Look i dont wanna sound like a Fandom Mom or whatever but what do you think women over 25 or so are supposed to do? Do u really think theyre supposed to drop all their interests and just talk about taxes and marriage or whatever? It seems like 25+ year old fanboys do not receive this kind of “ooh cringe” reaction either. There are guys in their 40s with comic book collections and shit and people might think theyre a nerd at worst, not a freak who shouldnt be trusted

Thank you. Because, here’s the thing, I literally tried that. And this sounds really dramatic but it kind of ruined my life for a long time.

Once I got out of grad-school and started working, at exactly age 25, I figured it was time to get serious because I was “too old for this stuff” and frankly I was afraid of being judged. 

I sold all my comics, I stopped reading fanfiction, I stopped playing video games. All of it. It’s not that I never, ever watched anything “geeky” or spent a weekend binge-reading a kink-meme, but when I did, it was rare and I’d feel guilty about it like it was time wasted. I’d keep it all to myself, you know? And without any kind of inspiration, I eventually stopped drawing. After all, I didn’t need it for my “serious job,” so why bother? Unfortunately, my former skill is so atrophied now it’s nearly lost, but worse than that, it’s stressful now instead of the thing I loved to do for most of my life.

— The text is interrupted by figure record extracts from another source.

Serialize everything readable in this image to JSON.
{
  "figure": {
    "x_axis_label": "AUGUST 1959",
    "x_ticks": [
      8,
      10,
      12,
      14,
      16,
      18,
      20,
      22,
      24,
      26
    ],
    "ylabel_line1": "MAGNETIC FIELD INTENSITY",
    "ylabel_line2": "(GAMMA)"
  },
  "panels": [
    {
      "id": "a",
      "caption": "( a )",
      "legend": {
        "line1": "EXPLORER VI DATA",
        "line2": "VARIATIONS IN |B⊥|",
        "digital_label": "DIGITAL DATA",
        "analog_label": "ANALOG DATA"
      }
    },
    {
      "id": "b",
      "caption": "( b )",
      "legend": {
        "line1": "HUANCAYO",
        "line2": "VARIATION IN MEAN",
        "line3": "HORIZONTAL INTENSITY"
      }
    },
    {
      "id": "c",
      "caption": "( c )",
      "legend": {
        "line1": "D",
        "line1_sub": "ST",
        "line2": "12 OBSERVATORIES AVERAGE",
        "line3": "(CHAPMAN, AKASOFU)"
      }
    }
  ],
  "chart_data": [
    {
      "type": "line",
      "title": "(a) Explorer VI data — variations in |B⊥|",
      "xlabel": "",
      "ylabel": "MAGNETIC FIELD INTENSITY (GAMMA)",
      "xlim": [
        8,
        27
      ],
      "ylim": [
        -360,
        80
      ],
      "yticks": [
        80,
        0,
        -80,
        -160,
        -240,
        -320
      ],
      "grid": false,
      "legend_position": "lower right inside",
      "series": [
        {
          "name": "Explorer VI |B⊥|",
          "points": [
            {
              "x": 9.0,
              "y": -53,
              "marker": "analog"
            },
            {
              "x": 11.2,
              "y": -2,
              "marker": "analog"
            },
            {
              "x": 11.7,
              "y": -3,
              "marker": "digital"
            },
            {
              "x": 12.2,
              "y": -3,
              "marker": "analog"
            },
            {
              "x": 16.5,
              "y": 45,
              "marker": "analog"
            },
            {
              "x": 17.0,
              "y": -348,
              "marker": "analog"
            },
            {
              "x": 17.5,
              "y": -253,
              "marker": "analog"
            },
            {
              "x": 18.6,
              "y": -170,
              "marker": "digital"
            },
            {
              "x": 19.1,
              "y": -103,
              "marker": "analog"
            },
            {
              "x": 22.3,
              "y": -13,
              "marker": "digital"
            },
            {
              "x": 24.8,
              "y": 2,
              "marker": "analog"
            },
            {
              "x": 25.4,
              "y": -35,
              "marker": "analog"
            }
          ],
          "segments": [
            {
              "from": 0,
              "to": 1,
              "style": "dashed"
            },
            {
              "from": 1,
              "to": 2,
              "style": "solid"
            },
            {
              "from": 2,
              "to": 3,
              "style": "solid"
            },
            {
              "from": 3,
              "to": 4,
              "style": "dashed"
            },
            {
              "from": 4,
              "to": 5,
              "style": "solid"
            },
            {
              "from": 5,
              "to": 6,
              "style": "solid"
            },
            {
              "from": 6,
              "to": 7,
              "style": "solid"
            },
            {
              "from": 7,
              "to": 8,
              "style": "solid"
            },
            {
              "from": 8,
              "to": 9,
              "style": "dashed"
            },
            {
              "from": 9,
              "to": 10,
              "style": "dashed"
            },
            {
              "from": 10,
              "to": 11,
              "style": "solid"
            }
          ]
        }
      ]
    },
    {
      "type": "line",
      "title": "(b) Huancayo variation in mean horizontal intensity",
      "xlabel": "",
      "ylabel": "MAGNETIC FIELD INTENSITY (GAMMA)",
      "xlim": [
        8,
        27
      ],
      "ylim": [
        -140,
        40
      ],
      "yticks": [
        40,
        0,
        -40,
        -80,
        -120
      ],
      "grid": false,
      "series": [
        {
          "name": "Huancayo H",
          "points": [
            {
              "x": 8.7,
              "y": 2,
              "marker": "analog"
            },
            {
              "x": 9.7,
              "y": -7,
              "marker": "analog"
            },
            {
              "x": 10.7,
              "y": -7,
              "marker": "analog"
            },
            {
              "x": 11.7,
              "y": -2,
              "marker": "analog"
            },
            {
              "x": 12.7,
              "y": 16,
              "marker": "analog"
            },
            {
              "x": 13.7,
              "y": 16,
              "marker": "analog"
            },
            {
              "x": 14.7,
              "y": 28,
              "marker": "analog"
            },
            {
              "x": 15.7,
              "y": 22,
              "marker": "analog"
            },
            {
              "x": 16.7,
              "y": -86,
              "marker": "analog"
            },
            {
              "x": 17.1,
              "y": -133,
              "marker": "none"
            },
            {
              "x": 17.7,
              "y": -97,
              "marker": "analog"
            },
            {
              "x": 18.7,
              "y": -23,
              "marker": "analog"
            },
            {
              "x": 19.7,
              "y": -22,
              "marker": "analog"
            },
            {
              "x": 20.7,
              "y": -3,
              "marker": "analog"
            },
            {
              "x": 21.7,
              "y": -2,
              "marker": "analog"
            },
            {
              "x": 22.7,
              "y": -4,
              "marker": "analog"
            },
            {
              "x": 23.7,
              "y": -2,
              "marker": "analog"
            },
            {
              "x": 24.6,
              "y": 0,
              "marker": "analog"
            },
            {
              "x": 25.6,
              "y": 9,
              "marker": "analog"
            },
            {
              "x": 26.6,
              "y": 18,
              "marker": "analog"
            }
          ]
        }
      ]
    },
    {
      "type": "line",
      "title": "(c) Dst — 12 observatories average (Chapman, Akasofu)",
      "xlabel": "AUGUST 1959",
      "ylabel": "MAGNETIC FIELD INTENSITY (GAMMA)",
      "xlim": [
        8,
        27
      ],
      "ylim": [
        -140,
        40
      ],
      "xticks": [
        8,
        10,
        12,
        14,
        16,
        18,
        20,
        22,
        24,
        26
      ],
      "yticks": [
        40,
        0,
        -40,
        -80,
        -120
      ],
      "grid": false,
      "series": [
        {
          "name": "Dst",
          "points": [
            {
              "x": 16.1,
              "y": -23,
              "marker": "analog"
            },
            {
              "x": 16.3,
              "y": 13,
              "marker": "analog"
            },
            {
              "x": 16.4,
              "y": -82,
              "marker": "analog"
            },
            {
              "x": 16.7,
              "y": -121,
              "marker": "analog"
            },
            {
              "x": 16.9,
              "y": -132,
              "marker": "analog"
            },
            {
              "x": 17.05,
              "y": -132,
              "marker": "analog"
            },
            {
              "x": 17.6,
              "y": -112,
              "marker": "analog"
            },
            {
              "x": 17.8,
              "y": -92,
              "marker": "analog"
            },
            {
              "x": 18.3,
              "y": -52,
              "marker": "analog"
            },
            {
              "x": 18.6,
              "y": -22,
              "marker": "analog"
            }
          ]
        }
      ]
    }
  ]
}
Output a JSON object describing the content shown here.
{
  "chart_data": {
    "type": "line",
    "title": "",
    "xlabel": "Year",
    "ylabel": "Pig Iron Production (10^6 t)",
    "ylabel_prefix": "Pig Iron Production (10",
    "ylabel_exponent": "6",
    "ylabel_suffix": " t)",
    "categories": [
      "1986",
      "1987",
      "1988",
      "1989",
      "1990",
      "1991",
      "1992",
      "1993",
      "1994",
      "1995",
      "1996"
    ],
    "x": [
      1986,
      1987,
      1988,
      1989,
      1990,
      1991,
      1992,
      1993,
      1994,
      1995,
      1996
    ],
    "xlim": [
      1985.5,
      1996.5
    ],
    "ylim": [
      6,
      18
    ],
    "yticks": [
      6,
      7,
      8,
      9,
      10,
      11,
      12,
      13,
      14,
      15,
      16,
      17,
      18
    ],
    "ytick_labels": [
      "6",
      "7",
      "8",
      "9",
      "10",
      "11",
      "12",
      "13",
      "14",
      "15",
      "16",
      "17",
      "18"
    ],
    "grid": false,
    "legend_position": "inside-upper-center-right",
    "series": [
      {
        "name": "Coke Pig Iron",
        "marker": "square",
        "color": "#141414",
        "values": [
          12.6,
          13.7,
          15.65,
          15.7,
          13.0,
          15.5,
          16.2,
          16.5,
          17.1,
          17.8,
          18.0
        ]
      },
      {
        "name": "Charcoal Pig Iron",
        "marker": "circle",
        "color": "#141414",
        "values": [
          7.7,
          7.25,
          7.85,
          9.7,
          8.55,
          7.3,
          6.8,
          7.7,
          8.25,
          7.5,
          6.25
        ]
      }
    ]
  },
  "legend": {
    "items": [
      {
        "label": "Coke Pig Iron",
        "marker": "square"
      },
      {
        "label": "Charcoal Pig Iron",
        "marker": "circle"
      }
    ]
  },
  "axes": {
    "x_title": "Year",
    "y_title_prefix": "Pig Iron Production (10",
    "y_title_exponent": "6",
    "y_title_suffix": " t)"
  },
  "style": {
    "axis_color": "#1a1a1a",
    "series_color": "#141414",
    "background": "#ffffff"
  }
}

What was I doing instead? Well, I’d work my miserable, toxic job, come home and worry about how far behind everyone else I was, and how weird I was compared to all my colleagues. I’d go out with people and do the things they liked doing, but I only pretended to. But I’m not great at that and pretending to be someone else ate me alive. Unsurprisingly, by 31, my anxiety and depression was not in a great place, and I fuckin’ snapped. Not just because of this stuff, of course, but it honestly contributed. I quit my job and left town.

Suddenly I was completely alone, no job, no friends, and no reason to pretend to be someone else. So, I started doing all the things I’d given up. I read all the fanfiction I wanted, I bought a Playstation and an SNES and played them for hours. I bought back every comic book I loved, watched every Marvel movie I missed, and caught up on my favorite characters. I started traveling around just going to cons for the first time (NYCC, GeekGirlCon, DragonCon, etc). In fact, at @geekgirlcon and DragonCon especially, I saw groups of women who were 60+, just fucking enjoying things, and it made me feel so much better about my future. I’m not even joking, I literally cry every time I think about it, because I never realized how scared I was about aging in a world that thinks I’m already a decade too old for the things I love. Suddenly, that wasn’t so scary. 

And then I just stopped pretending that I wasn’t into this stuff. I mean all of it, even the stuff no one understand, even the stuff people openly make fun of, even smutty fanfiction

And look, I’m not saying this cured my depression, or that everything is perfect. For one, I picked a city that’s awful for geeks and I’m trying to figure out where to move and how. For another, I lost six years of making like-minded friends, and it’s hard to find them now because we’re all so worried about being judged and online – the space that was always a refuge for me as a loner weirdo growing up – is now apparently a Children of the Corn. But I’m happier here, actually fucking liking things, than being the unobjectionable robot woman I’m apparently supposed to be. 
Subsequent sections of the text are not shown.